This is an odd situation with several complications that I would really appreciate some advice on the angles.
C-corporation is an engineering company in a community property state. The primary shareholder and engineer passed away in 2009, with his wife inheriting the company and receiving a step-up in basis of the stock to FMV. Since then, their son, another engineer, has been running the company. Effective 1/1/15, the son is forming a new S-corporation to buy the company from his mother, including around $500K for goodwill. There will be no C-corporation activity after the sale. We have been considering the sale as a sale of assets with the company paying tax on the income and then paying dividends to the mom. Some items I have been considering are:
1. If the dad was still alive, we could have him sell his personal goodwill (not transferred to the corporation) to the new S-corporation and avoid double taxation (ala the Martin Ice Cream case). Could his wife be considered to have inherited the personal goodwill and treat this sold the same way?
2. Revenue Procedure 2011-35 talks about a corporation purchasing the stock of another corporation and electing to treat the acquisition as a purchase of assets. Would it be possible for the S-corporation son to buy the C-corporation stock from his mother at the stepped-up basis and then depreciate the underlying assets? I don't see anything stating both corporations have to be C-corporations. This would result in no tax at the C-corporation level and capital gains to the mom.
3. If we go the route discussed above, it seems it would be better for the company to buy back stock from the mom (as treasury stock) instead of paying everything as a dividend. This would allow her to use her stepped up stock basis to pay less capital gains tax.
4. Is it worth considering whether the company can liquidate and distribute all its assets to the mom and then have her sell the assets to the new S-corporation? It seems to me that this would be collapsed by the IRS since the only reason to do this is potential tax savings.
C-corporation is an engineering company in a community property state. The primary shareholder and engineer passed away in 2009, with his wife inheriting the company and receiving a step-up in basis of the stock to FMV. Since then, their son, another engineer, has been running the company. Effective 1/1/15, the son is forming a new S-corporation to buy the company from his mother, including around $500K for goodwill. There will be no C-corporation activity after the sale. We have been considering the sale as a sale of assets with the company paying tax on the income and then paying dividends to the mom. Some items I have been considering are:
1. If the dad was still alive, we could have him sell his personal goodwill (not transferred to the corporation) to the new S-corporation and avoid double taxation (ala the Martin Ice Cream case). Could his wife be considered to have inherited the personal goodwill and treat this sold the same way?
2. Revenue Procedure 2011-35 talks about a corporation purchasing the stock of another corporation and electing to treat the acquisition as a purchase of assets. Would it be possible for the S-corporation son to buy the C-corporation stock from his mother at the stepped-up basis and then depreciate the underlying assets? I don't see anything stating both corporations have to be C-corporations. This would result in no tax at the C-corporation level and capital gains to the mom.
3. If we go the route discussed above, it seems it would be better for the company to buy back stock from the mom (as treasury stock) instead of paying everything as a dividend. This would allow her to use her stepped up stock basis to pay less capital gains tax.
4. Is it worth considering whether the company can liquidate and distribute all its assets to the mom and then have her sell the assets to the new S-corporation? It seems to me that this would be collapsed by the IRS since the only reason to do this is potential tax savings.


*Instructions to follow*.
Could you transcribe the records below exactly, leaving out every picture?

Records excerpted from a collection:
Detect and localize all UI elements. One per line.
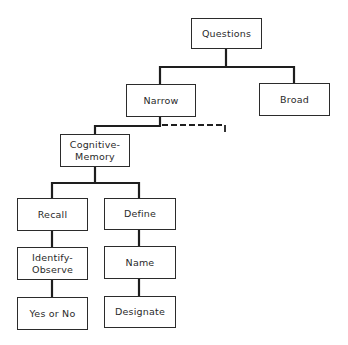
node-name: Name: [104, 246, 176, 279]
node-designate: Designate: [104, 296, 176, 328]
node-label: Name: [126, 257, 155, 269]
connector-lines: [0, 0, 348, 345]
node-label: Identify- Observe: [32, 252, 73, 276]
node-questions: Questions: [191, 18, 262, 49]
node-label: Define: [124, 208, 156, 220]
node-cognitive-memory: Cognitive- Memory: [60, 134, 130, 167]
node-label: Designate: [115, 306, 165, 318]
node-label: Cognitive- Memory: [70, 139, 120, 163]
node-define: Define: [104, 198, 176, 230]
node-identify-observe: Identify- Observe: [17, 247, 88, 280]
node-label: Narrow: [143, 95, 178, 107]
node-broad: Broad: [259, 83, 330, 116]
node-label: Broad: [280, 94, 309, 106]
node-label: Recall: [38, 209, 68, 221]
node-yes-or-no: Yes or No: [17, 297, 88, 330]
node-narrow: Narrow: [126, 84, 196, 117]
node-label: Questions: [202, 28, 251, 40]
node-label: Yes or No: [30, 308, 76, 320]
node-recall: Recall: [17, 198, 88, 231]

*Expected answer*.
Detect and localize all UI elements. One per line.
node-name: Name: [104, 246, 176, 279]
node-designate: Designate: [104, 296, 176, 328]
node-label: Name: [126, 257, 155, 269]
connector-lines: [0, 0, 348, 345]
node-label: Identify- Observe: [32, 252, 73, 276]
node-questions: Questions: [191, 18, 262, 49]
node-label: Define: [124, 208, 156, 220]
node-cognitive-memory: Cognitive- Memory: [60, 134, 130, 167]
node-label: Designate: [115, 306, 165, 318]
node-label: Cognitive- Memory: [70, 139, 120, 163]
node-define: Define: [104, 198, 176, 230]
node-identify-observe: Identify- Observe: [17, 247, 88, 280]
node-label: Narrow: [143, 95, 178, 107]
node-broad: Broad: [259, 83, 330, 116]
node-label: Broad: [280, 94, 309, 106]
node-label: Recall: [38, 209, 68, 221]
node-yes-or-no: Yes or No: [17, 297, 88, 330]
node-narrow: Narrow: [126, 84, 196, 117]
node-label: Questions: [202, 28, 251, 40]
node-label: Yes or No: [30, 308, 76, 320]
node-recall: Recall: [17, 198, 88, 231]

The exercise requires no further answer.